A senior garda has denied he gave an assurance that an alleged informer would not be charged or prosecuted about her role in an arms find on the Donegal/Derry border in early 1994.
Chief Supt Denis Fitzpatrick faced cross-examination by Mr Brian Murphy, for Det Garda Noel McMahon, who Ms Adrienne McGlinchey alleges prepared explosives for subsequent use in bogus Garda arms finds along with Supt Kevin Lennon.
The two officers have both denied those claims and Ms McGlinchey has insisted she never had an informer's role.
Mr Murphy put it to the chief supt, who was then responsible in Co Donegal for cross-Border liaison with the RUC, that he gave Det Garda McMahon an assurance that Ms McGlinchey would not be arrested for transporting explosives to the Border at Bridgend in January 1994, which the Garda planned to intercept.
"That is not true," said Chief Supt Fitzpatrick.
Det Garda McMahon's evidence would be that Ms McGlinchey had phoned him to tell him of the planned move earlier that evening, but wanted an assurance she would not be charged as a result, Mr Murphy told the tribunal.
Chief Supt Fitzpatrick told the tribunal that Ms Sheenagh McMahon, the estranged wife of Det Garda McMahon, told him in 1999 that "Noel was worried" about the 1995 conviction of Donegal nightclub owner Mr Frank Shortt on charges of allowing drugs to be sold on his premises, the Point Inn.
The conviction was quashed in November 2000, and the Court of Criminal Appeal declared a miscarriage of justice in the case in mid-2002.
"She did say to me that Noel was worried about that conviction," Chief Supt Fitzpatrick said.
However, Mr Murphy for Det Garda McMahon said that Ms McMahon had told another garda, Sgt Des Walsh, that her husband should have got a Detective of the Year award for his work on the Shortt case. She was upset because her husband had not got the credit, he said, and not because there was anything wrong with the conviction.
Ms McMahon gave a commitment that she would make a statement outlining her allegations, Chief Supt Fitzpatrick told Ms Sandra Freyne, for Ms Sheenagh McMahon. He said no pressure was exerted on Ms McMahon to make a statement.
Chief Supt Fitzpatrick also refused to withdraw an allegation that a suspended superintendent "misled" the Garda about arms finds during the early 1990s.
He was challenged by Supt Kevin Lennon, who is representing himself, to withdraw the allegation, which he made before the tribunal in December, that Supt Lennon had misled his colleagues.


Work to complete:
Report the number of lines below in which the word "title" occurs. Nothing else is needed.

(Items from a figure collection)
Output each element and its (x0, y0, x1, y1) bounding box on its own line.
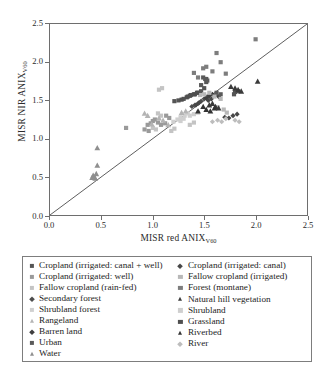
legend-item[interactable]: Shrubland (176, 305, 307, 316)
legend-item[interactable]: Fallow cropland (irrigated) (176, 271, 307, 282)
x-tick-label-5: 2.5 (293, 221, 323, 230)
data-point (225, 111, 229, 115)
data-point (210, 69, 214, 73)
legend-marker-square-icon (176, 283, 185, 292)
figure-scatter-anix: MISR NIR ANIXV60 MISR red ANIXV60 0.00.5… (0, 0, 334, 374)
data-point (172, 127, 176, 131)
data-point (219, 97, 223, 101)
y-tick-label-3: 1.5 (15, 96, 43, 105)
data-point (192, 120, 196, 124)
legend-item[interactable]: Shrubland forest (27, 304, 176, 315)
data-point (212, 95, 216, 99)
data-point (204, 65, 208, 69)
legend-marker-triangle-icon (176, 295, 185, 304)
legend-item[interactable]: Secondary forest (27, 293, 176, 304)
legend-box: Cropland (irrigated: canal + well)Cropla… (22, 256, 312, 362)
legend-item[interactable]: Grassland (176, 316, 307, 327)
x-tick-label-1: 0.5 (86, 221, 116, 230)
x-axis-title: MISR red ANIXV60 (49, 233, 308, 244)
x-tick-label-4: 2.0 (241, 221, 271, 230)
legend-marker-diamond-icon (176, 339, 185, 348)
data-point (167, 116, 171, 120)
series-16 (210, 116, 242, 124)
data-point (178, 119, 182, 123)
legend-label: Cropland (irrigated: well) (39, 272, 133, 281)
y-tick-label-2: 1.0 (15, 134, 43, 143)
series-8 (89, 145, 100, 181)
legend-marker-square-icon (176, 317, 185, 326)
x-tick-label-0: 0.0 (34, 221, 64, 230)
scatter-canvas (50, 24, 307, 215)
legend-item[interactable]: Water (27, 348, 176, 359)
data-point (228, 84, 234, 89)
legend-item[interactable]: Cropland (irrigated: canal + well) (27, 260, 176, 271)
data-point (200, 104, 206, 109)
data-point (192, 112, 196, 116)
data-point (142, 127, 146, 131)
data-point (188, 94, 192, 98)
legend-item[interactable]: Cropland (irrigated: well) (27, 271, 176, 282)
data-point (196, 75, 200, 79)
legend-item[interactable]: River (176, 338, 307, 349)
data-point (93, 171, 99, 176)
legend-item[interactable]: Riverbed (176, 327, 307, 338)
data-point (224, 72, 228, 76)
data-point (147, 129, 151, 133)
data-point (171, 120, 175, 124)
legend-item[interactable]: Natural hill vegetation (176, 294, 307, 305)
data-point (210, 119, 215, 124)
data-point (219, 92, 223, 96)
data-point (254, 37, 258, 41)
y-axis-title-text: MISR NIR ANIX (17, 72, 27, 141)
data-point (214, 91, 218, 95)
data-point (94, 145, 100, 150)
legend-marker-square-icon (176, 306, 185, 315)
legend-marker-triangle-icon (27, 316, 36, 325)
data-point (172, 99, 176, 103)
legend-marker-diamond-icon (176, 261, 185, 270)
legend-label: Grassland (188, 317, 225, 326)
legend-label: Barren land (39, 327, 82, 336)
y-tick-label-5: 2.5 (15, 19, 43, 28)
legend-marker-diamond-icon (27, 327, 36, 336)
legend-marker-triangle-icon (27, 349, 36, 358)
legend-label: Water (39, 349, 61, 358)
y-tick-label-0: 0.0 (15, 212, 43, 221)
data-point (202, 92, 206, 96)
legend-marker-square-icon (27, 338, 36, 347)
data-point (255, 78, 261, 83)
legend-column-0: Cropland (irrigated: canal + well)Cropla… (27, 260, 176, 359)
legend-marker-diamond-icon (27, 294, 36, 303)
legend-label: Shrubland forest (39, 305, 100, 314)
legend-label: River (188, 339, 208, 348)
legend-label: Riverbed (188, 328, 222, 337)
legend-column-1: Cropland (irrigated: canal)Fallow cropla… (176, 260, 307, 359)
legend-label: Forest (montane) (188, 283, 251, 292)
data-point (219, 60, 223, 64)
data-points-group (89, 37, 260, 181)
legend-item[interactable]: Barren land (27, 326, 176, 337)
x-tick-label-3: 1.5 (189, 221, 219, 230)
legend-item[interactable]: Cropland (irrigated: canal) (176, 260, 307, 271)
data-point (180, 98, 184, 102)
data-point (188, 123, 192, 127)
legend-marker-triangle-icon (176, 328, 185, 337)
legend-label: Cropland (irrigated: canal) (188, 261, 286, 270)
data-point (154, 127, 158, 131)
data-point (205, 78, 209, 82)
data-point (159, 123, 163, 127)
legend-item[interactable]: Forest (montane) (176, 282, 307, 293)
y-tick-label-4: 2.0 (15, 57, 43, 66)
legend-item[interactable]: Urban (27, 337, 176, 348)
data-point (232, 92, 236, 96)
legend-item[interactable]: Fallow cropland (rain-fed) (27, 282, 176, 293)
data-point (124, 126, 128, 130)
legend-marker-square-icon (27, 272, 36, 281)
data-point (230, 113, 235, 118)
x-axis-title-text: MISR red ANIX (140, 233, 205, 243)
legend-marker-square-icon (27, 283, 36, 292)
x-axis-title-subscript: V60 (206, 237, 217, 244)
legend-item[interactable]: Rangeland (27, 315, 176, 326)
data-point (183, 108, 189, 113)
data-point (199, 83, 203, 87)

---

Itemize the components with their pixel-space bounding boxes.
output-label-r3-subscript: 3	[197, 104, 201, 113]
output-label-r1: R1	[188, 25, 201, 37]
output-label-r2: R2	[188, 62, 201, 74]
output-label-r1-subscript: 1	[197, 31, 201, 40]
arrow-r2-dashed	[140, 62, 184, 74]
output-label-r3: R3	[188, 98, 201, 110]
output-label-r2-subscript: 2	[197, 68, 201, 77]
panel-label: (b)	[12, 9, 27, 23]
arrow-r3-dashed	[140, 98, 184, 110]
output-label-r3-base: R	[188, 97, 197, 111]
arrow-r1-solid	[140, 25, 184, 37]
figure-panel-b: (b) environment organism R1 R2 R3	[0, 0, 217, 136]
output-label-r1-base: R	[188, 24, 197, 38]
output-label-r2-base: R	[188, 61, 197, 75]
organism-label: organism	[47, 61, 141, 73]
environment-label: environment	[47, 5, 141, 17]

Solution to the exercise:
4